● ASSIGNMENT:
With the pictures removed, reproduce exactly the lines from the one that contains "Describe the element" through the last line of the entries below.

● PROVIDED RECORDS:
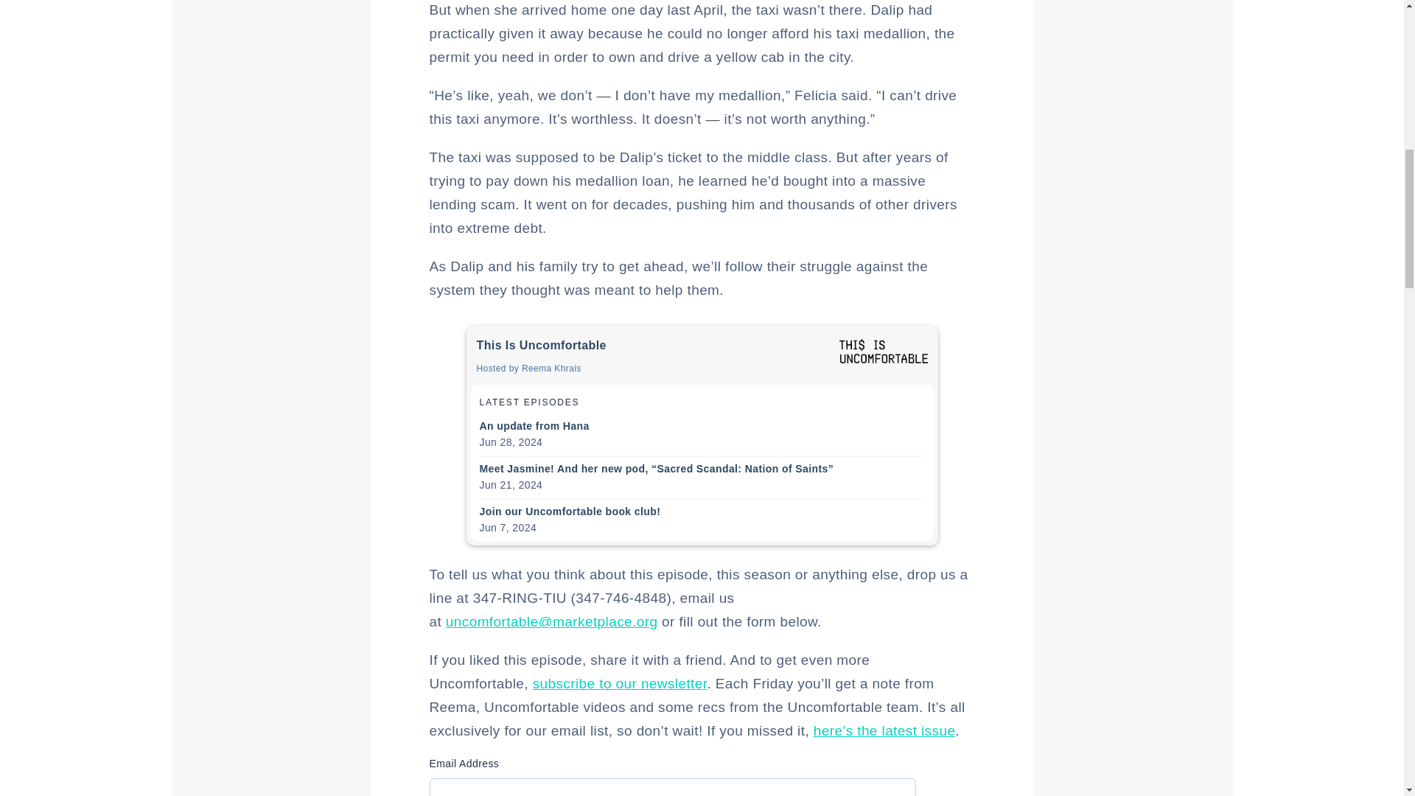 Image resolution: width=1415 pixels, height=796 pixels. I want to click on This Is Uncomfortable, so click(883, 351).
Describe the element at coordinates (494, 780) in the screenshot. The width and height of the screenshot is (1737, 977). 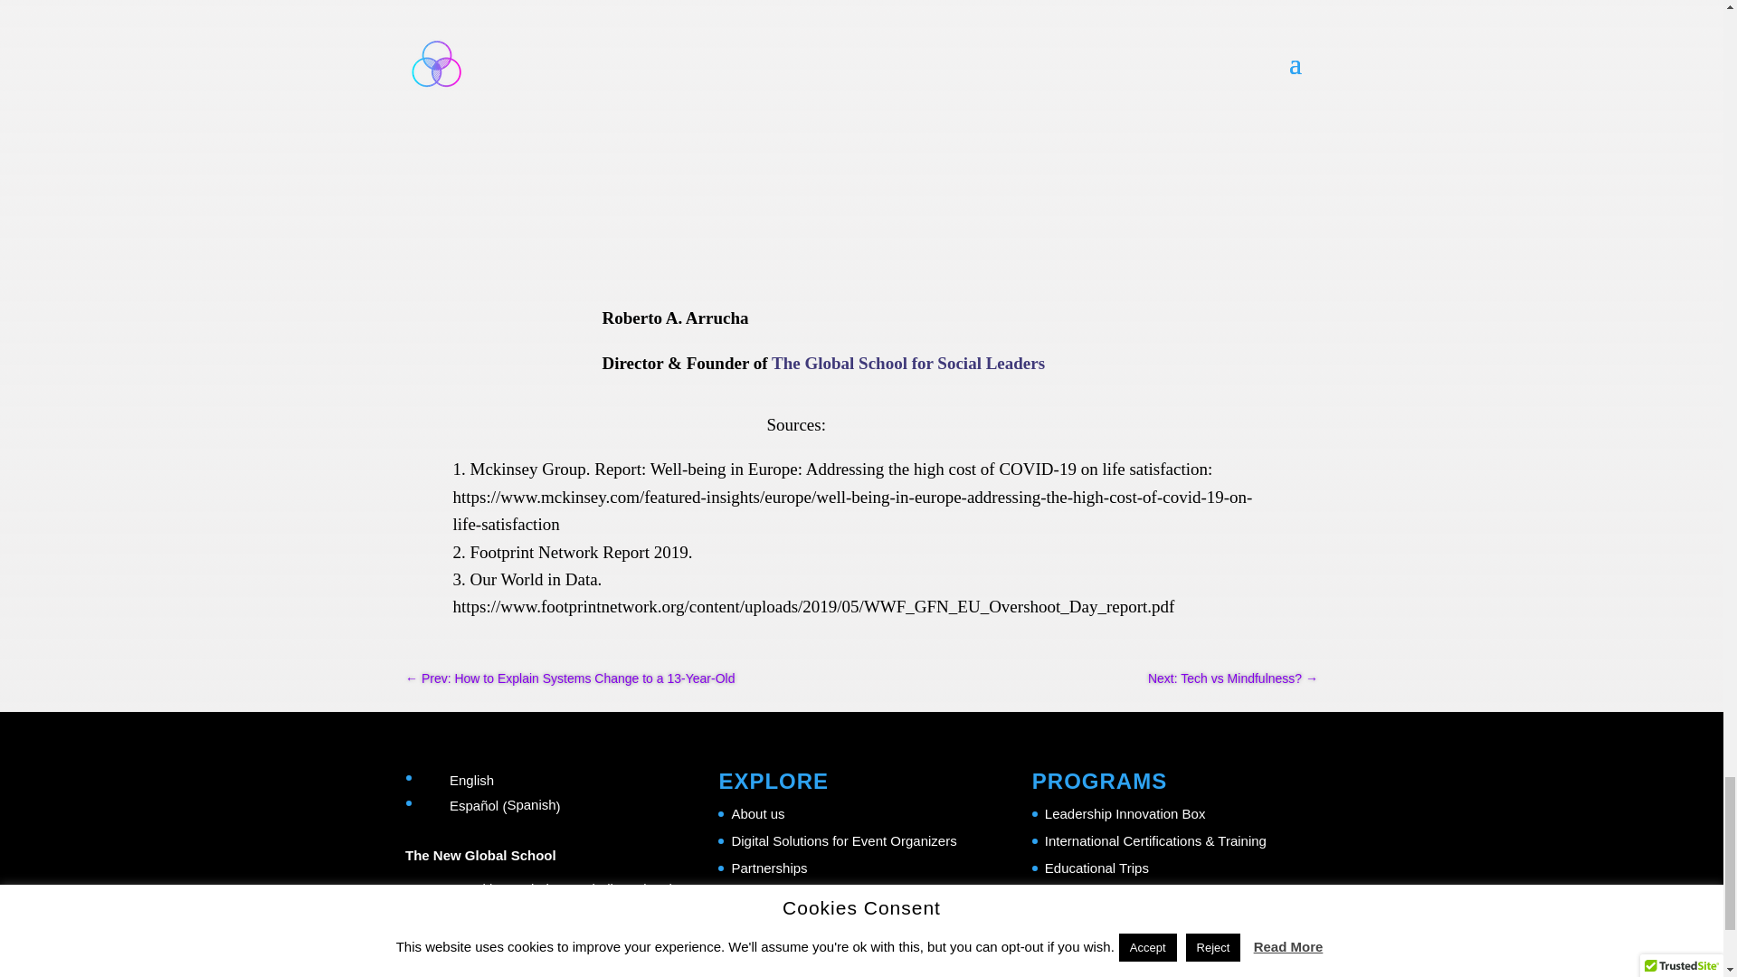
I see `English` at that location.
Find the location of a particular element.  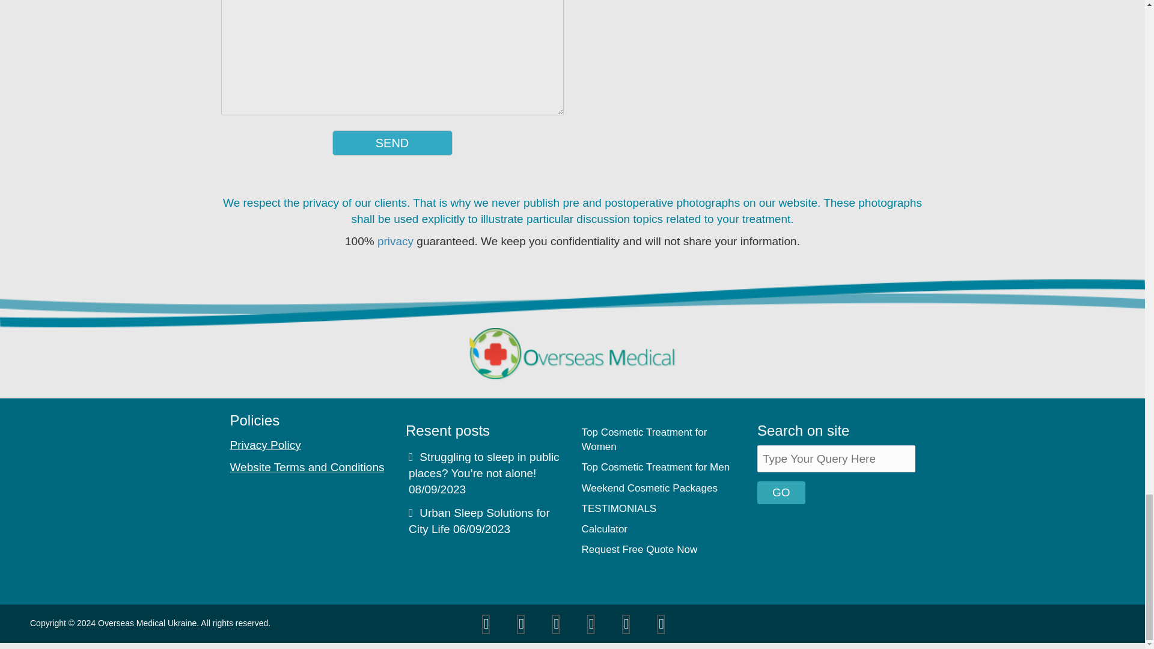

GO is located at coordinates (781, 493).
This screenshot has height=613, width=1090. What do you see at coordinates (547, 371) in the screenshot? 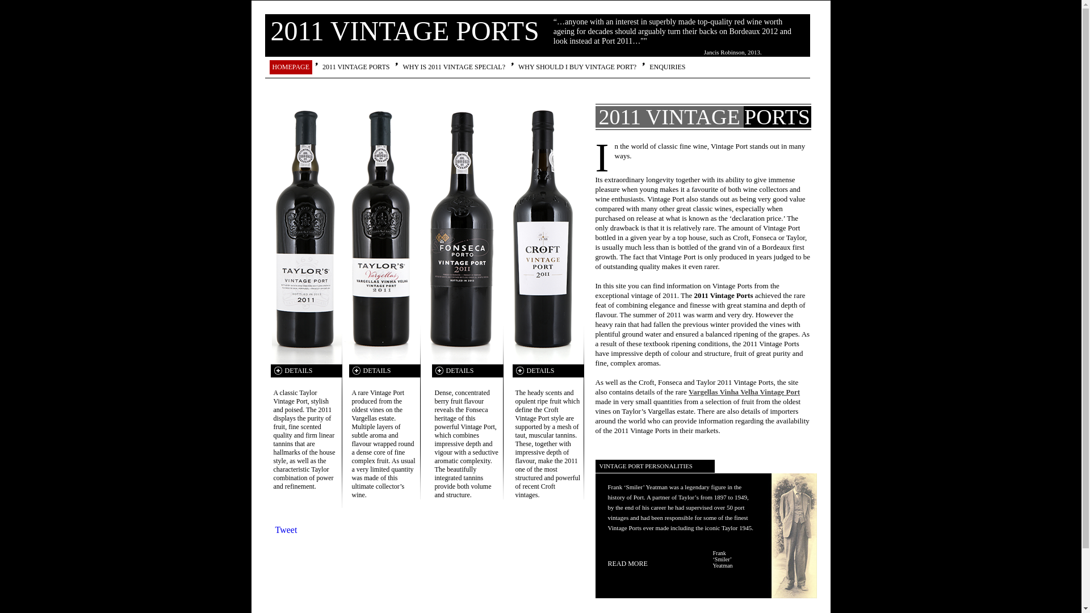
I see `DETAILS` at bounding box center [547, 371].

● REPLY TO THE TASK:
Describe the element at coordinates (494, 780) in the screenshot. The width and height of the screenshot is (1737, 977). 
I see `English` at that location.
Find the location of a particular element.  

GO is located at coordinates (781, 493).
This screenshot has height=613, width=1090. What do you see at coordinates (547, 371) in the screenshot? 
I see `DETAILS` at bounding box center [547, 371].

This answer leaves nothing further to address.